Beijing, China — 2031
Lin Hao had never believed in miracles.
At twenty-two, he owned nothing beyond a narrow dormitory bed, a second-hand phone, and a lifetime of silence. Orphaned at ten, raised in a government shelter, and surviving on scholarships and part-time work, he had long since learned a simple truth:
The world did not care.
And neither did he.
At least, that was what he told himself.
Outside his dormitory window, rain fell over Beijing without pause.
For five consecutive days, it had not stopped.
At first, the city welcomed it.
Students danced beneath it. Office workers posted smiling photos online, calling it a "blessing from heaven." Farmers in the outskirts praised the sky. The air felt cleaner. The skyline shimmered silver beneath endless rainfall.
But Lin Hao noticed something others did not.
There was no thunder.
No lightning.
No wind.
The rain fell evenly—perfectly—as if measured.
Day Six brought the cold.
The temperature dropped sharply despite it being late spring. The rain grew heavier, thicker. News outlets began speaking in careful tones:
"Unusual atmospheric behavior."
"Temporary communication interference."
"Citizens are advised to remain calm."
Birds began falling from the sky.
Stray dogs barked at empty air.
By the morning of Day Seven—
The network collapsed.
No signal.
No internet.
No emergency broadcast.
Lin Hao stared at his phone screen until it went dark.
There was no one to call.
No parents waiting.
No family checking on him.
He set the phone down quietly.
The dormitory felt smaller than usual.
The air felt heavy.
Oppressive.
Then—
The rain stopped.
Not gradually.
Not naturally.
It ceased instantly, as if the sky had been turned off.
Silence swallowed the city.
And in that silence—
A voice emerged.
It did not echo through speakers.
It did not vibrate the walls.
It spoke directly into his mind.
Deep. Ancient. Indifferent.
"Primitive Record activated."
There was no explanation.
No comfort.
No command.
Only declaration.
Then the pressure vanished.
For a single heartbeat, Beijing stood still.
And then—
Screams erupted from the corridor.
From downstairs.
From every direction.
Lin Hao rose from his bed slowly.
Not because he was brave.
But because he refused to be helpless.
He opened the dormitory door.
The hallway was chaos.
A student lay on the ground, convulsing violently. Dark veins spread across his neck like cracks in glass. His pupils were dilated, empty.
The boy's head snapped upward.
And he lunged.
Lin Hao did not think.
His body moved before fear could freeze him.
He grabbed the fire extinguisher mounted beside the door.
One strike.
The impact echoed against concrete.
The creature did not fall.
Second strike.
Bone cracked.
Third—
Silence.
The body collapsed.
Blood pooled slowly across the tiles.
Lin Hao stood frozen.
His breathing ragged.
His hands shaking violently.
He had killed someone.
No—
Something.
Then—
Warmth surged through his chest.
Not heat.
Not pain.
Energy.
And the voice returned.
Clearer now.
Closer.
"Welcome to the Primitive Record."
The world would never be the same again.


▶ _AIM OF THE TASK_:
Whenever a line of the listing contains the string "label", return that line.
── PROVIDED INFORMATION
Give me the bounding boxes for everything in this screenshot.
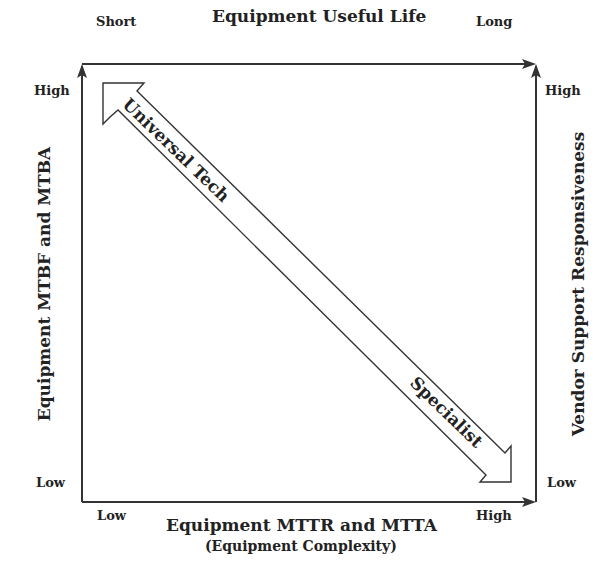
right-axis-bottom-label: Low xyxy=(547,475,576,490)
top-axis-title: Equipment Useful Life xyxy=(212,6,426,26)
left-axis-top-label: High xyxy=(34,83,70,98)
left-axis-title: Equipment MTBF and MTBA xyxy=(34,147,54,422)
bottom-axis-subtitle: (Equipment Complexity) xyxy=(205,538,397,554)
diagram-canvas xyxy=(0,0,616,586)
right-axis-title: Vendor Support Responsiveness xyxy=(568,132,588,437)
right-axis-top-label: High xyxy=(545,83,581,98)
left-axis-bottom-label: Low xyxy=(36,475,65,490)
bottom-axis-start-label: Low xyxy=(97,508,126,523)
top-axis-end-label: Long xyxy=(476,14,512,29)
bottom-axis-end-label: High xyxy=(476,508,512,523)
top-axis-start-label: Short xyxy=(96,14,136,29)
bottom-axis-title: Equipment MTTR and MTTA xyxy=(166,515,437,535)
────
▶ _EXERCISE RESPONSE_:
right-axis-bottom-label: Low xyxy=(547,475,576,490)
left-axis-top-label: High xyxy=(34,83,70,98)
right-axis-top-label: High xyxy=(545,83,581,98)
left-axis-bottom-label: Low xyxy=(36,475,65,490)
bottom-axis-start-label: Low xyxy=(97,508,126,523)
top-axis-end-label: Long xyxy=(476,14,512,29)
bottom-axis-end-label: High xyxy=(476,508,512,523)
top-axis-start-label: Short xyxy=(96,14,136,29)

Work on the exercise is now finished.